Heber continued to prosper in business, working in his pottery in summer, and at his forge in winter. He purchased land, built houses, planted orchards, and otherwise "situated himself to live comfortably."

In the spring of 1825, he gave his father a home with him in Mendon. The old gentleman was now a widower, his wife, Heber's mother, having died in February, 1824, at West Bloomfield, of consumption. Her husband survived her a little over a twelve-month, when he, too, fell a victim to the same malady.

It is a coincidence worthy of note that the deaths of Heber and Vilate were also about one year apart, she passing away first, and he, like his father, following soon the footsteps of his beloved partner to the spirit land.

We have traced his life's record through its initial stages. He was now fairly on the threshold of his remarkable career.

CHAPTER III.

HEBER'S POETIC NATURE—A ROUGH DIAMOND—EARLY RELIGIOUS EXPERIENCE—JOINS THE BAPTIST CHURCH—"SIGNS IN THE HEAVENS ABOVE"—HEBER C. KIMBALL AND BRIGHAM YOUNG—THE EVERLASTING GOSPEL.

Heber's temperament was religious and poetical. Sociable as he was, and even bubbling over with mirth, at times, his soul was essentially of a solemn cast. He loved solitude, not with the selfish spirit of the misanthrope, but for the opportunities it gave of communing with his own thoughts—a pleasure that only poet minds truly feel—and of listening to the voice of God and nature, expressed in all the countless and varied forms of life.

He was capable of sensing fully—though probably he had never seen or heard—those sublime words of the poet:

"There is a pleasure in the pathless woods;
There is a rapture on the lonely shore;
There is society, where none intrudes,
By the deep sea, and music in its roar.
I love not man the less, but nature more,
From these our interviews; in which I steal
From all I may be, or have been before,
To mingle with the universe and feel
What I can ne'er express, yet cannot all conceal."

True, he was a diamond in the rough, but a diamond, nevertheless, for all of its incrustations. Unlettered and untaught, save in nature's school, the university of experience, where he was an apt and profound scholar, he was possessed of marvelous intuition, a genius God-given, which needed no kindling at a college shrine to prepare it for the work which providence had designed.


> Goal of the exercise: Check each line below for the word "Transferências", and copy those that have it.

> Data shown:

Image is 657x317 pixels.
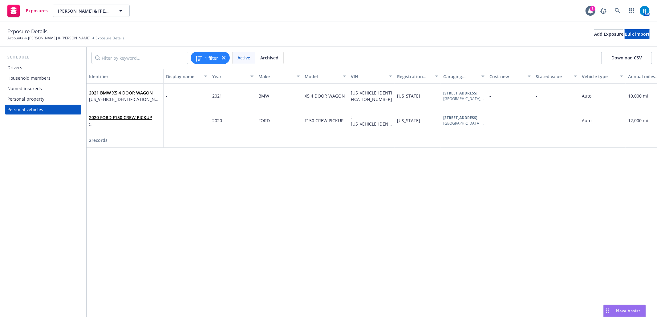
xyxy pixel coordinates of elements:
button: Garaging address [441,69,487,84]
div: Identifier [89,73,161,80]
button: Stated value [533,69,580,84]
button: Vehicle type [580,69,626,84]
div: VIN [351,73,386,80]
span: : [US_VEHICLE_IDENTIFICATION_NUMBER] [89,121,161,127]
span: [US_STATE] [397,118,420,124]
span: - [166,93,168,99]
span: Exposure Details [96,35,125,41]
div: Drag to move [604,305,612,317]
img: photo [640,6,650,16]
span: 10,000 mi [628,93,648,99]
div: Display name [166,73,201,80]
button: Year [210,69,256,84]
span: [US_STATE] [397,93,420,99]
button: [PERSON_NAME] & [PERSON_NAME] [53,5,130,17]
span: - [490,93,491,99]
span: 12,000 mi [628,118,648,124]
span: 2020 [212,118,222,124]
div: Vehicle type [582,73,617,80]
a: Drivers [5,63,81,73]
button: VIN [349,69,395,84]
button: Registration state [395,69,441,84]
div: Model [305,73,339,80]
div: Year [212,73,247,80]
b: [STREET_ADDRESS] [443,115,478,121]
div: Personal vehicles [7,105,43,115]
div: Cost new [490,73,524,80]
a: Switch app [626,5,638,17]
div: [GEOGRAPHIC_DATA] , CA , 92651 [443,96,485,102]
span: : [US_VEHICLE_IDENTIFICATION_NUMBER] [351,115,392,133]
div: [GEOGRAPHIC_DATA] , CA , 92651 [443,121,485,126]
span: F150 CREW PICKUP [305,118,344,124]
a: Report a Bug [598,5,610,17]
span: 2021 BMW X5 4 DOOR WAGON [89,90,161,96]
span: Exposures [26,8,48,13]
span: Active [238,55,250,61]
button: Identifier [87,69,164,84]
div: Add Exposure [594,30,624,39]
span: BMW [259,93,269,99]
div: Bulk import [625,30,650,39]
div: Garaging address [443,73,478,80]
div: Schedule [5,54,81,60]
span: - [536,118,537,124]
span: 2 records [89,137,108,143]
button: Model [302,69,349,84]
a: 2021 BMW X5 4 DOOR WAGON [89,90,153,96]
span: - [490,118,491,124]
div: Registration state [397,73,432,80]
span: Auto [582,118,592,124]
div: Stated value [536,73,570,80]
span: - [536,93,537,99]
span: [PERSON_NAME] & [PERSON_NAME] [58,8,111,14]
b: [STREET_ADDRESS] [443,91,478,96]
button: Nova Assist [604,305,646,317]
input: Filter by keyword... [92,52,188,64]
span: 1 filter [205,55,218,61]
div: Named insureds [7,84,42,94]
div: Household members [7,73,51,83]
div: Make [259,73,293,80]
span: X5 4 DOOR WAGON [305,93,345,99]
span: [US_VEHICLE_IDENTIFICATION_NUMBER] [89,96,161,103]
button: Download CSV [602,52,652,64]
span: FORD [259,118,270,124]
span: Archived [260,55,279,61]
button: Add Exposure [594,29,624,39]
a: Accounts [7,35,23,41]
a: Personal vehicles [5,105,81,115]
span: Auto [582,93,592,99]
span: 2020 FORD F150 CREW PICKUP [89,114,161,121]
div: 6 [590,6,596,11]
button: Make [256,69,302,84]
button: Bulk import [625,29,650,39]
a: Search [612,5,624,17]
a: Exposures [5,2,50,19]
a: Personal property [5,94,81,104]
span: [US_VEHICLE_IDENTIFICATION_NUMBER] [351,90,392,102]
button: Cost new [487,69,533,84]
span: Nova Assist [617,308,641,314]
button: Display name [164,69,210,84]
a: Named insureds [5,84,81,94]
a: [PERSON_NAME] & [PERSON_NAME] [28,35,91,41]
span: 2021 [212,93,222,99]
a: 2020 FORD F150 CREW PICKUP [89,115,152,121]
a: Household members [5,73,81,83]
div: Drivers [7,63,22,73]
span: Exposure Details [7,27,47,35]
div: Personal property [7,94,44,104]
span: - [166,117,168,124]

...

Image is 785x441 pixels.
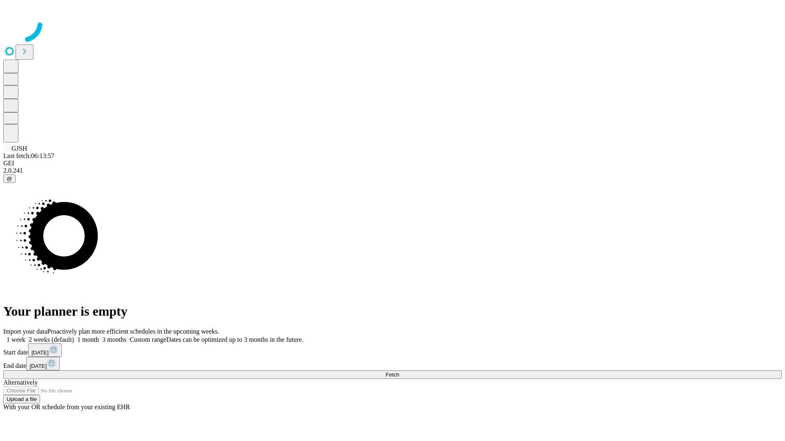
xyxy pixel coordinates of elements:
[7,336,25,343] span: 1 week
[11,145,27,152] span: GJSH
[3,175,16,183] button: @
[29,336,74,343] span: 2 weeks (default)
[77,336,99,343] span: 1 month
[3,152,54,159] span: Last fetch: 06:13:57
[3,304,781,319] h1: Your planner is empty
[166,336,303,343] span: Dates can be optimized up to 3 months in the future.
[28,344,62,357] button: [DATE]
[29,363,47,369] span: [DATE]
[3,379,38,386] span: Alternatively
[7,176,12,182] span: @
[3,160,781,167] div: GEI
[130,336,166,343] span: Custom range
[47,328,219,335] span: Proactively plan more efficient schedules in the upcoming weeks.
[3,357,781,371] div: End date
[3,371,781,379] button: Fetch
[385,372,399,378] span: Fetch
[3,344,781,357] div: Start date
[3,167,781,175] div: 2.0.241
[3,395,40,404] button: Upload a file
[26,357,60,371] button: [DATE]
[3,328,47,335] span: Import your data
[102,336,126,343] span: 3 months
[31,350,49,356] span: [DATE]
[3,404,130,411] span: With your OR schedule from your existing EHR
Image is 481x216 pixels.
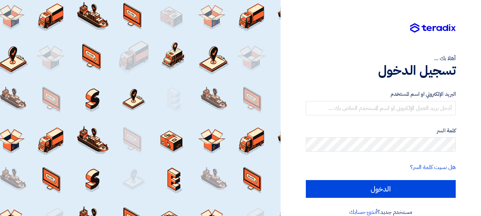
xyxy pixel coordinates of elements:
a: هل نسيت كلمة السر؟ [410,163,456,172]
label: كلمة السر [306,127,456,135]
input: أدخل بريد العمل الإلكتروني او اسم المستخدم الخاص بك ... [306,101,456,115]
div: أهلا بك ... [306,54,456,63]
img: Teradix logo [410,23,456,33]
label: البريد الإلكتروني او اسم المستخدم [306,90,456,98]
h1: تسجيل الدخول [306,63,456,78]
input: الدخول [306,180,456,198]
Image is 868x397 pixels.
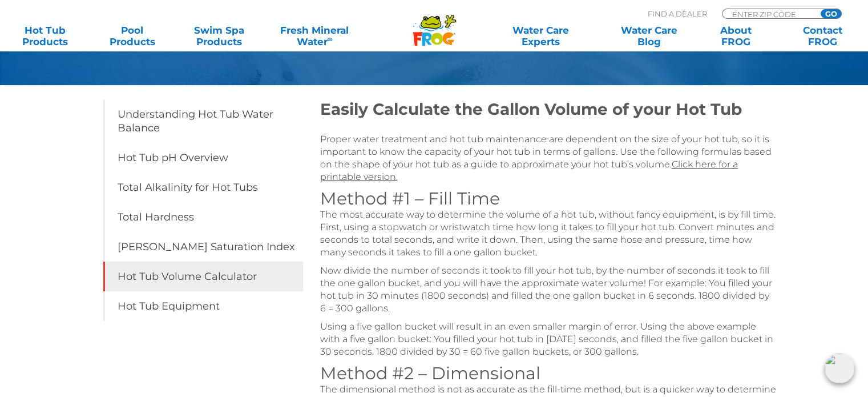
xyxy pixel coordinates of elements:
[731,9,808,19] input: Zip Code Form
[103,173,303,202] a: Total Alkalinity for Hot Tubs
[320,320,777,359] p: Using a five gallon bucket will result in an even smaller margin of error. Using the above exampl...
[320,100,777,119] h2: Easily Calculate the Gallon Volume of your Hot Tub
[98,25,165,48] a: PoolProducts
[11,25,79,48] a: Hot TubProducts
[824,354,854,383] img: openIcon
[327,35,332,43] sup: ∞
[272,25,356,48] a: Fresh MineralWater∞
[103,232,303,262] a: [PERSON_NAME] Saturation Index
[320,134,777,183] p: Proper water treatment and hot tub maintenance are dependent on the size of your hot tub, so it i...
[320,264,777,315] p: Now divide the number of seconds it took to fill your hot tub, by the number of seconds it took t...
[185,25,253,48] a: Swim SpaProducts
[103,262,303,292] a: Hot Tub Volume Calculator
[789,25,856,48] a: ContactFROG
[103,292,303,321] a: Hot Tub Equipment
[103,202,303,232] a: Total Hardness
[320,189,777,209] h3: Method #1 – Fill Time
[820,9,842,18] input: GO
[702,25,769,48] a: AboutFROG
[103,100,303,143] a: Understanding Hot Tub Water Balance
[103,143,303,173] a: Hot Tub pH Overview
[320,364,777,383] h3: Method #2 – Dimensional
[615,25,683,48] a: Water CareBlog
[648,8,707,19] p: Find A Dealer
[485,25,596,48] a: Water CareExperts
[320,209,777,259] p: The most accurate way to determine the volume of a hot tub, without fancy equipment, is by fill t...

---

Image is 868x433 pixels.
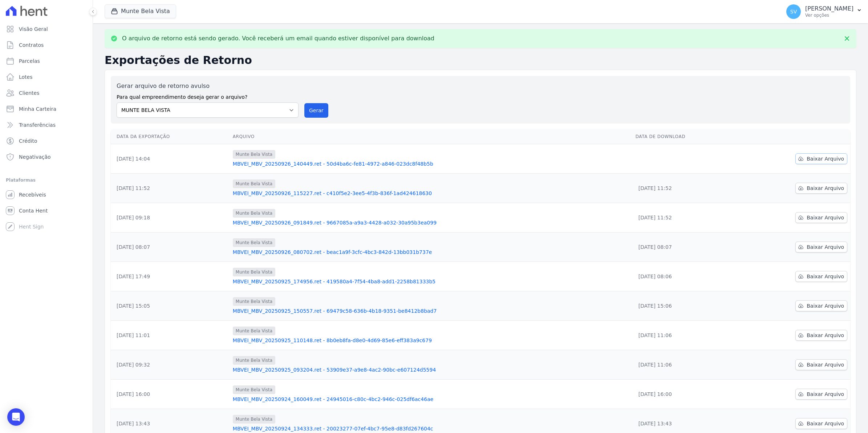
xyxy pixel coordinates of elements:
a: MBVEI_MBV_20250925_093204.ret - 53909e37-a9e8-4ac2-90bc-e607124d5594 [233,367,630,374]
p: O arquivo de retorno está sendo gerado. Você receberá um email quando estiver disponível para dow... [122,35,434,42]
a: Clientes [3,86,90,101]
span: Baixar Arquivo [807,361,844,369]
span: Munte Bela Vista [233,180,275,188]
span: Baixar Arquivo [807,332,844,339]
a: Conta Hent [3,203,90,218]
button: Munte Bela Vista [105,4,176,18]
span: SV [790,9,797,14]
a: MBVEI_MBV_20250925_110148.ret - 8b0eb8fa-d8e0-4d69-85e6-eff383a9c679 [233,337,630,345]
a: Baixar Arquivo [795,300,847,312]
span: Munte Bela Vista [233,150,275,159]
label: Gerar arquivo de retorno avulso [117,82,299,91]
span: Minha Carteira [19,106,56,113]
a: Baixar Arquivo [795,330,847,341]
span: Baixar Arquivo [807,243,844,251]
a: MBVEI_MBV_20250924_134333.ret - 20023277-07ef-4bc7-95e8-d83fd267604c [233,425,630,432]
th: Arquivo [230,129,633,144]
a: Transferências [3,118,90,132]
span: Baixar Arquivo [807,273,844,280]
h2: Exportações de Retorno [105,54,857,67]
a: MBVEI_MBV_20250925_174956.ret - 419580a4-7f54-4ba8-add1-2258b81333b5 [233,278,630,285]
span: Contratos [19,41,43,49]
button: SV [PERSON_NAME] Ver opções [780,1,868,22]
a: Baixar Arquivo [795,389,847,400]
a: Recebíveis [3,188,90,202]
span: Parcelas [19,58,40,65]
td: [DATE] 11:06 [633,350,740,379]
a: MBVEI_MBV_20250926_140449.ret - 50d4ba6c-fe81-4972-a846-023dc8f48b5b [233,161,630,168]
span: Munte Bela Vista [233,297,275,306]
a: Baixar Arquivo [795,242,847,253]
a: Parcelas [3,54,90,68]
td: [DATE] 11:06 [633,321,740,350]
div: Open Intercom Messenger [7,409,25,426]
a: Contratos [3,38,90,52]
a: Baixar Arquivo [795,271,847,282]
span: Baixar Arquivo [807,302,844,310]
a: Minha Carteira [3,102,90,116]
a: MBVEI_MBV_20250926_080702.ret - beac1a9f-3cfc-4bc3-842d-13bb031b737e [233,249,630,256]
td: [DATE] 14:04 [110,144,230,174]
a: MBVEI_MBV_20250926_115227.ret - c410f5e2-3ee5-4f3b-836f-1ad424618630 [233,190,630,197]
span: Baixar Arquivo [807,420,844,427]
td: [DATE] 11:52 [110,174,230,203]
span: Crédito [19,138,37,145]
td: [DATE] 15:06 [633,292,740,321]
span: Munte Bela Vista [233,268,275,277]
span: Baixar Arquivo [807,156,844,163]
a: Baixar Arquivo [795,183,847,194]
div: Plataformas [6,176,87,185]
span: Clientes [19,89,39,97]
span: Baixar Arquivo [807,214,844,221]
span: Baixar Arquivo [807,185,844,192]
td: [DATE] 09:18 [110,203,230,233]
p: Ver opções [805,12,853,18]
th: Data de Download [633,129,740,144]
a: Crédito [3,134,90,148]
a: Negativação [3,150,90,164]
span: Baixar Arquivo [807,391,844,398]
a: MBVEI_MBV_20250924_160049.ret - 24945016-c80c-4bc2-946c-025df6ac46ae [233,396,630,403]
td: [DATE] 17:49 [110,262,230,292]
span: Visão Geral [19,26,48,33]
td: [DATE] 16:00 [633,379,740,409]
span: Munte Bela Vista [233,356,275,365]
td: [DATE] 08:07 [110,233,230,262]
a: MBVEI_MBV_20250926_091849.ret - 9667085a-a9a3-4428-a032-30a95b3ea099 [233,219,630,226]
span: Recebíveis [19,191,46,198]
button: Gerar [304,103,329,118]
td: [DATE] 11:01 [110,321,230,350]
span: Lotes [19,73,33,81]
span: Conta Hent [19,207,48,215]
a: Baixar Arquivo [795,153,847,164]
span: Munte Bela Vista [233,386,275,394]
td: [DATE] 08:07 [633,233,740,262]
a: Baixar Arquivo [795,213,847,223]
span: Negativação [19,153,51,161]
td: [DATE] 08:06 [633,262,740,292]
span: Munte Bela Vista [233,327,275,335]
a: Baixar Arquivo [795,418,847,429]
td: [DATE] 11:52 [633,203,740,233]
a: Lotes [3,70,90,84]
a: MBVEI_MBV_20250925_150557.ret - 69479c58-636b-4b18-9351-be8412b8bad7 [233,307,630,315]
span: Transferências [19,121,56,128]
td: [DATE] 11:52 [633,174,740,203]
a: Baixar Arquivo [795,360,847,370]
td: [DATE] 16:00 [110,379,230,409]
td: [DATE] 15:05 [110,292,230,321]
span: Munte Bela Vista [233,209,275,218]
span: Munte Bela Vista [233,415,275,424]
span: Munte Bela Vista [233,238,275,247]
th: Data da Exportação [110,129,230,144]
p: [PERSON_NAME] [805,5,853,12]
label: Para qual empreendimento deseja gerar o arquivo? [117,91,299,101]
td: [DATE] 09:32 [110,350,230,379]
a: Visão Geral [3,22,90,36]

> Response for this exercise:
a: Transferências [3,118,90,132]
span: Transferências [19,121,56,128]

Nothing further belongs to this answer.